Feb. 21st, 2007

johnpalmer: (Default)
A while ago, I realized that, in order to be happy, you needed to be able to stand apart from certain things. I could say "ignore" certain things, but that's not quite what I meant.

If you're walking, and your feet are sore, but you can't really do anything about it until you've walked another five miles, well, you have to be able to be happy with sore feet. You can't ignore that your feet are sore... that's the nature of pain. Plus, if you could blank the pain out, you'd probably end up doing that much more damage to your feet.

So you have to accept the pain, in full measure, feel it and understand it... but still be happy.

Umm. I didn't say this was easy, did I? Okay, good. It's not.
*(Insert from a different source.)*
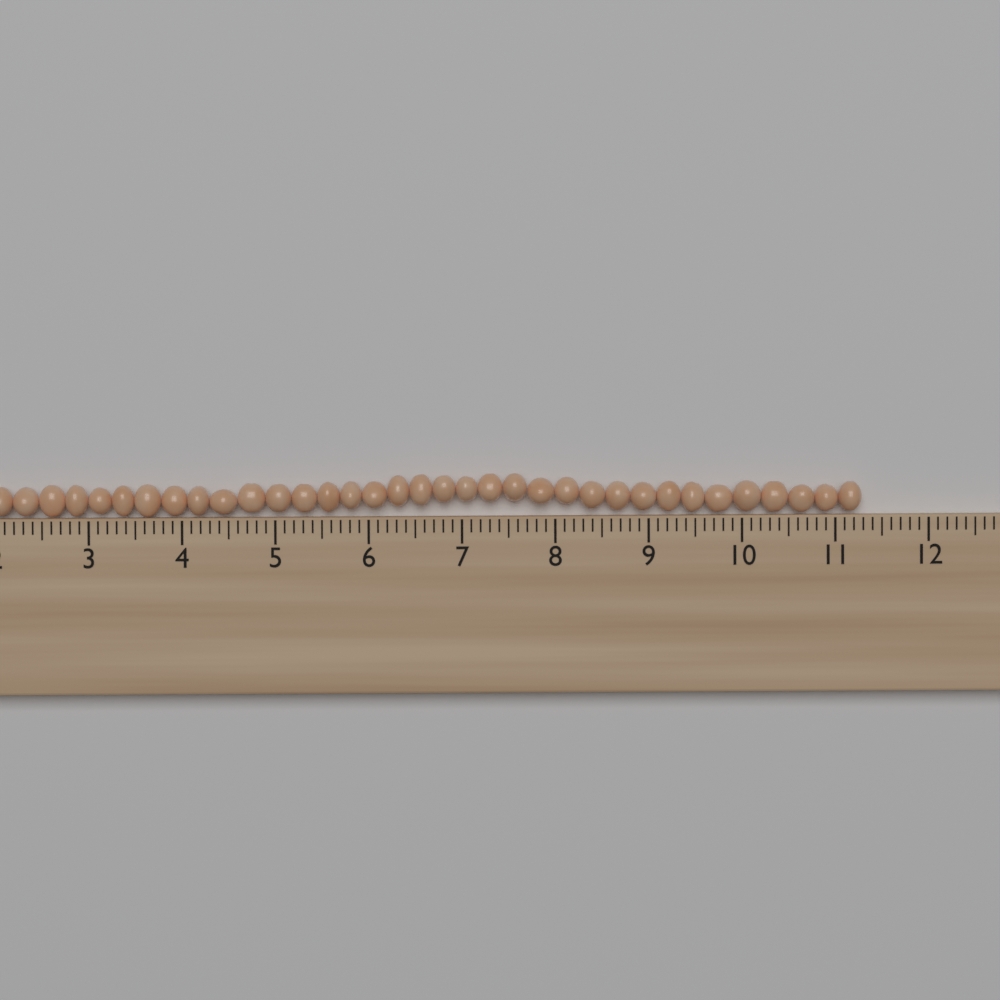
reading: 11.3 cm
I don't want to pretend it is.

Anyway... in order to be truly happy, you have to be able to stand apart from pain, because there's always pain. Even if your life is just plenty fine, bills are paid, nice clothes, shelter, transportation, no worries about meals, good physical health, there's always something. If nothing else, there's injustice somewhere. The world is so big, it can't be helped.

True happiness would demand that you be able to accept that injustice in full measure, to feel it and understand it, but still be happy.

Except... today I realized what I was missing.

There's no difference.

It's not that I mourned that I had no shoes, until I met a man who had no feet; it's that there are sore, shoeless feet and, yes, even footless people.

We aren't truly complete, we aren't truly connected, until the pains of all are our pains, and we're never truly happy until we can accept and honor all of those pains, and yet still stand aside from them, and be happy.

It wouldn't be true happiness if it was won only by closing our eyes to it, by blinding ourselves to it, by separating ourselves from it, saying "no, that's not me, it's not mine".

Somewhere, someone is hurting another human being in an unjust manner. That is an affront to you, to me, to the victim of the injustice, and yes, even to the perpetrator of the injustice. It's wrong and it's real and it's meaningful. We should stop it, if we could, but we can't, so we must live with it, and though we must live with it, we must also learn to rise above it, to accept it and honor it and understand it fully, but still be bigger than it, greater than it.

I think that it's impossible to see this truly and fully with our conscious talking-minds. (What? No, I didn't get this insight while meditating. Okay, yeah, but I don't see it *truly* and *fully*, either, okay!) I think this is where meditations of certain forms come in.

I'm not sure what the answer to this is; I'm not sure why it should be obvious that we *can* accept these things, and still rise above them.

But I think I at least have an idea of the question.
johnpalmer: (Default)
A while ago, I realized that, in order to be happy, you needed to be able to stand apart from certain things. I could say "ignore" certain things, but that's not quite what I meant.

If you're walking, and your feet are sore, but you can't really do anything about it until you've walked another five miles, well, you have to be able to be happy with sore feet. You can't ignore that your feet are sore... that's the nature of pain. Plus, if you could blank the pain out, you'd probably end up doing that much more damage to your feet.

So you have to accept the pain, in full measure, feel it and understand it... but still be happy.

Umm. I didn't say this was easy, did I? Okay, good. It's not. I don't want to pretend it is.

Anyway... in order to be truly happy, you have to be able to stand apart from pain, because there's always pain. Even if your life is just plenty fine, bills are paid, nice clothes, shelter, transportation, no worries about meals, good physical health, there's always something. If nothing else, there's injustice somewhere. The world is so big, it can't be helped.

True happiness would demand that you be able to accept that injustice in full measure, to feel it and understand it, but still be happy.

Except... today I realized what I was missing.

There's no difference.

It's not that I mourned that I had no shoes, until I met a man who had no feet; it's that there are sore, shoeless feet and, yes, even footless people.

We aren't truly complete, we aren't truly connected, until the pains of all are our pains, and we're never truly happy until we can accept and honor all of those pains, and yet still stand aside from them, and be happy.

It wouldn't be true happiness if it was won only by closing our eyes to it, by blinding ourselves to it, by separating ourselves from it, saying "no, that's not me, it's not mine".

Somewhere, someone is hurting another human being in an unjust manner. That is an affront to you, to me, to the victim of the injustice, and yes, even to the perpetrator of the injustice. It's wrong and it's real and it's meaningful. We should stop it, if we could, but we can't, so we must live with it, and though we must live with it, we must also learn to rise above it, to accept it and honor it and understand it fully, but still be bigger than it, greater than it.

I think that it's impossible to see this truly and fully with our conscious talking-minds. (What? No, I didn't get this insight while meditating. Okay, yeah, but I don't see it *truly* and *fully*, either, okay!) I think this is where meditations of certain forms come in.

I'm not sure what the answer to this is; I'm not sure why it should be obvious that we *can* accept these things, and still rise above them.

But I think I at least have an idea of the question.